Adding to the confusion, some teachers said they are still in limbo about whether they will be hired to teach summer school even though it has already begun, adding that they believe some summer school positions have still not yet been filed.

“I did the training for summer school because I thought I would be working,” said Christine Montera, a teacher at the East Bronx Academy for the Future, who signed up to teach summer school. “It doesn’t make sense to me.”

Education department officials said it was normal to continue staffing the summer school program even after it had started. They also acknowledged there have been technical snafus. 

“We are working to address any technical difficulties immediately as schools and families adapt to the platforms they will be using over the next several weeks,” Miranda Barbot, an education department spokesperson, wrote in an email.

Barbot did not provide information about how the department is tracking summer school attendance or how many students had been unable to access coursework. It was not immediately clear why iLearn faced significant technical issues even though the department has used it for years. The department spent several million dollars developing iLearn, though officials did not provide an exact figure of its cost.

Some educators worried that losing a few days of summer school could make it harder to fill gaps since summer school runs only about five weeks. It’s an especially short timeframe to catch up students who have struggled the most with the transition to online learning. 

On top of that, teachers are trying to quickly understand the needs of their students, many of whom they’re meeting for the first time virtually.

Marino, for instance, spent the opening days of summer school trying to get students and their families on the phone, with limited success. He said some teachers left electronic notes about why their students were being assigned to summer school while others left no information at all.

“It really does feel like it’s a widespread clash of miscommunication, last-minute thinking, and platform issues,” Marino said, adding that he is optimistic that he will be able to begin connecting with students on Zoom by Wednesday.

Despite the technical issues, some observers said there are advantages to running a centralized summer school program. Instead of requiring schools and teachers to pick from a variety of platforms such as Google Classroom and develop their own curricula, a common platform could make it easier to ensure educators have access to high-quality virtual materials and could free them up to focus more on supporting students individually. It could also make it easier for the department to track student engagement and more quickly respond to problems.

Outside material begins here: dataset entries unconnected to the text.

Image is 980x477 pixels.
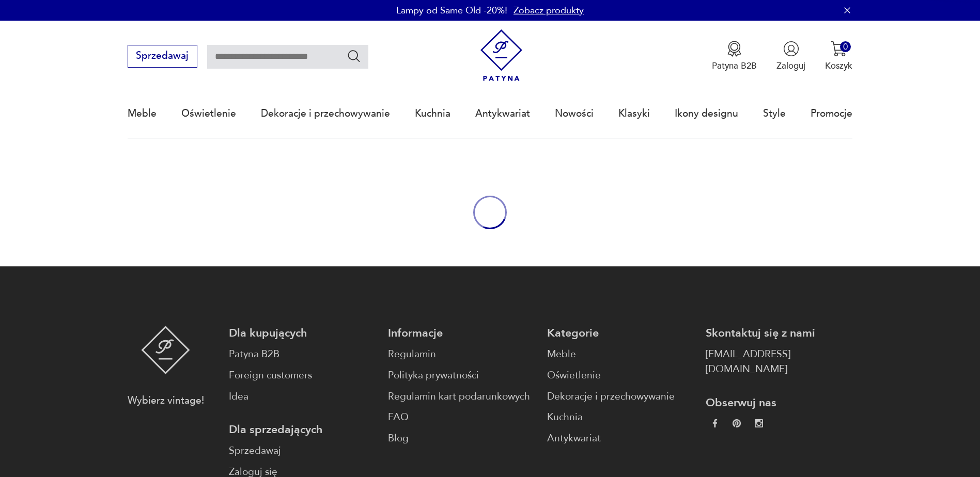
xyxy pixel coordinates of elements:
[548,410,694,425] a: Kuchnia
[548,390,694,405] a: Dekoracje i przechowywanie
[811,90,852,137] a: Promocje
[755,420,763,428] img: c2fd9cf7f39615d9d6839a72ae8e59e5.webp
[727,41,743,57] img: Ikona medalu
[141,326,190,374] img: Patyna - sklep z meblami i dekoracjami vintage
[548,347,694,362] a: Meble
[706,326,852,341] p: Skontaktuj się z nami
[712,41,757,72] a: Ikona medaluPatyna B2B
[777,60,805,72] p: Zaloguj
[555,90,594,137] a: Nowości
[733,420,741,428] img: 37d27d81a828e637adc9f9cb2e3d3a8a.webp
[396,4,507,17] p: Lampy od Same Old -20%!
[777,41,805,72] button: Zaloguj
[388,368,535,383] a: Polityka prywatności
[706,347,852,377] a: [EMAIL_ADDRESS][DOMAIN_NAME]
[388,432,535,447] a: Blog
[514,4,584,17] a: Zobacz produkty
[711,420,720,428] img: da9060093f698e4c3cedc1453eec5031.webp
[475,90,531,137] a: Antykwariat
[763,90,786,137] a: Style
[840,41,851,53] div: 0
[548,368,694,383] a: Oświetlenie
[415,90,450,137] a: Kuchnia
[128,394,204,408] p: Wybierz vintage!
[347,48,362,63] button: Szukaj
[475,29,528,82] img: Patyna - sklep z meblami i dekoracjami vintage
[128,53,197,61] a: Sprzedawaj
[619,90,650,137] a: Klasyki
[181,90,236,137] a: Oświetlenie
[229,368,375,383] a: Foreign customers
[261,90,391,137] a: Dekoracje i przechowywanie
[831,41,847,57] img: Ikona koszyka
[128,90,157,137] a: Meble
[706,396,852,411] p: Obserwuj nas
[783,41,799,57] img: Ikonka użytkownika
[675,90,738,137] a: Ikony designu
[548,326,694,341] p: Kategorie
[229,326,375,341] p: Dla kupujących
[229,444,375,459] a: Sprzedawaj
[388,410,535,425] a: FAQ
[229,347,375,362] a: Patyna B2B
[825,60,852,72] p: Koszyk
[388,347,535,362] a: Regulamin
[548,432,694,447] a: Antykwariat
[388,326,535,341] p: Informacje
[712,60,757,72] p: Patyna B2B
[825,41,852,72] button: 0Koszyk
[229,423,375,438] p: Dla sprzedających
[712,41,757,72] button: Patyna B2B
[229,390,375,405] a: Idea
[128,45,197,68] button: Sprzedawaj
[388,390,535,405] a: Regulamin kart podarunkowych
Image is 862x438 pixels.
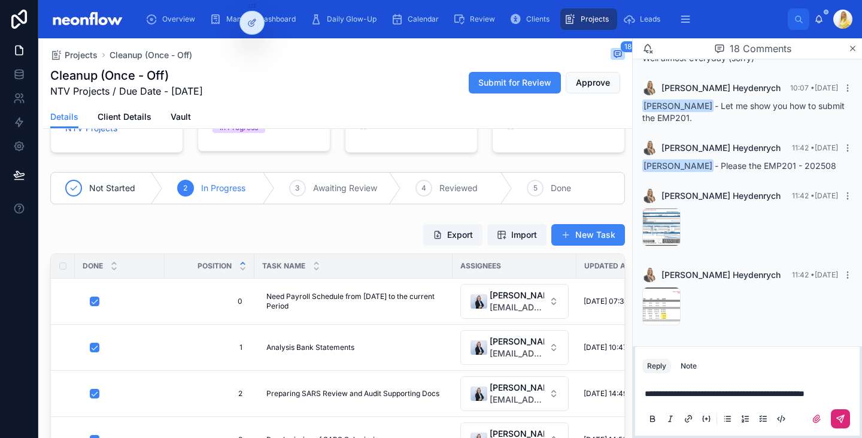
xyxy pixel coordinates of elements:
[619,8,669,30] a: Leads
[526,14,549,24] span: Clients
[171,111,191,123] span: Vault
[142,8,203,30] a: Overview
[661,82,780,94] span: [PERSON_NAME] Heydenrych
[676,359,701,373] button: Note
[50,84,203,98] span: NTV Projects / Due Date - [DATE]
[295,183,299,193] span: 3
[792,191,838,200] span: 11:42 • [DATE]
[460,330,569,365] button: Select Button
[48,10,126,29] img: App logo
[89,182,135,194] span: Not Started
[50,111,78,123] span: Details
[83,261,103,271] span: Done
[313,182,377,194] span: Awaiting Review
[470,14,495,24] span: Review
[262,261,305,271] span: Task Name
[306,8,385,30] a: Daily Glow-Up
[506,8,558,30] a: Clients
[584,296,628,306] span: [DATE] 07:34
[50,106,78,129] a: Details
[423,224,482,245] button: Export
[551,224,625,245] button: New Task
[478,77,551,89] span: Submit for Review
[266,388,439,398] span: Preparing SARS Review and Audit Supporting Docs
[171,106,191,130] a: Vault
[226,14,296,24] span: Manager Dashboard
[560,8,617,30] a: Projects
[490,381,544,393] span: [PERSON_NAME]
[408,14,439,24] span: Calendar
[792,143,838,152] span: 11:42 • [DATE]
[460,261,501,271] span: Assignees
[584,342,627,352] span: [DATE] 10:47
[490,289,544,301] span: [PERSON_NAME]
[661,190,780,202] span: [PERSON_NAME] Heydenrych
[551,182,571,194] span: Done
[490,393,544,405] span: [EMAIL_ADDRESS][DOMAIN_NAME]
[177,388,242,398] span: 2
[198,261,232,271] span: Position
[266,342,354,352] span: Analysis Bank Statements
[566,72,620,93] button: Approve
[792,270,838,279] span: 11:42 • [DATE]
[620,41,636,53] span: 18
[327,14,376,24] span: Daily Glow-Up
[490,301,544,313] span: [EMAIL_ADDRESS][DOMAIN_NAME]
[469,72,561,93] button: Submit for Review
[730,41,791,56] span: 18 Comments
[533,183,537,193] span: 5
[136,6,788,32] div: scrollable content
[490,335,544,347] span: [PERSON_NAME]
[576,77,610,89] span: Approve
[584,261,630,271] span: Updated at
[642,159,713,172] span: [PERSON_NAME]
[642,160,836,171] span: - Please the EMP201 - 202508
[681,361,697,370] div: Note
[266,291,441,311] span: Need Payroll Schedule from [DATE] to the current Period
[98,111,151,123] span: Client Details
[50,67,203,84] h1: Cleanup (Once - Off)
[584,388,627,398] span: [DATE] 14:49
[460,284,569,318] button: Select Button
[487,224,546,245] button: Import
[183,183,187,193] span: 2
[162,14,195,24] span: Overview
[610,48,625,62] button: 18
[661,269,780,281] span: [PERSON_NAME] Heydenrych
[490,347,544,359] span: [EMAIL_ADDRESS][DOMAIN_NAME]
[439,182,478,194] span: Reviewed
[421,183,426,193] span: 4
[50,49,98,61] a: Projects
[177,296,242,306] span: 0
[206,8,304,30] a: Manager Dashboard
[177,342,242,352] span: 1
[642,101,845,123] span: - Let me show you how to submit the EMP201.
[790,83,838,92] span: 10:07 • [DATE]
[110,49,192,61] a: Cleanup (Once - Off)
[460,376,569,411] button: Select Button
[98,106,151,130] a: Client Details
[65,49,98,61] span: Projects
[449,8,503,30] a: Review
[661,142,780,154] span: [PERSON_NAME] Heydenrych
[640,14,660,24] span: Leads
[642,359,671,373] button: Reply
[201,182,245,194] span: In Progress
[511,229,537,241] span: Import
[581,14,609,24] span: Projects
[387,8,447,30] a: Calendar
[642,99,713,112] span: [PERSON_NAME]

“Going with a centralized learning option is the right instinct,” said Tom Liam Lynch, who runs the website InsideSchools, and worked with the education department to implement iLearn a decade ago.

But when using a centralized platform, it’s important that teachers feel confident using it to meet students’ needs, he added. 

“There was a technical glitch, fine, that will be cleared up,” Lynch said. “But once it’s cleared up, do you have teachers on the other end who have the resources and ongoing training to really provide students with personalized attention? That’s a big unknown right now.”

Some educators said they’re nervous that the education department is planning to use iLearn more widely this fall, fearing it would limit schools’ curriculum choices. Others, however, say it could give the department more flexibility to deploy staff across schools — meaning that one teacher could potentially have students from multiple schools, an option that could be helpful given that many students and staff might not attend school in person

A second high school principal, who spoke on condition of anonymity, said the widespread technical issues with iLearn made them skeptical the platform could be deployed seamlessly this fall with significantly more students and worried that it could hamper schools that found strategies that worked for them.

“I’m worried about losing the progress we made in the spring,” the principal said, noting that schools should be given the freedom to choose the iLearn platform if they want. “I’m worried it won’t work if it’s mandatory.”

Education department officials did not say if they plan to use the platform this fall.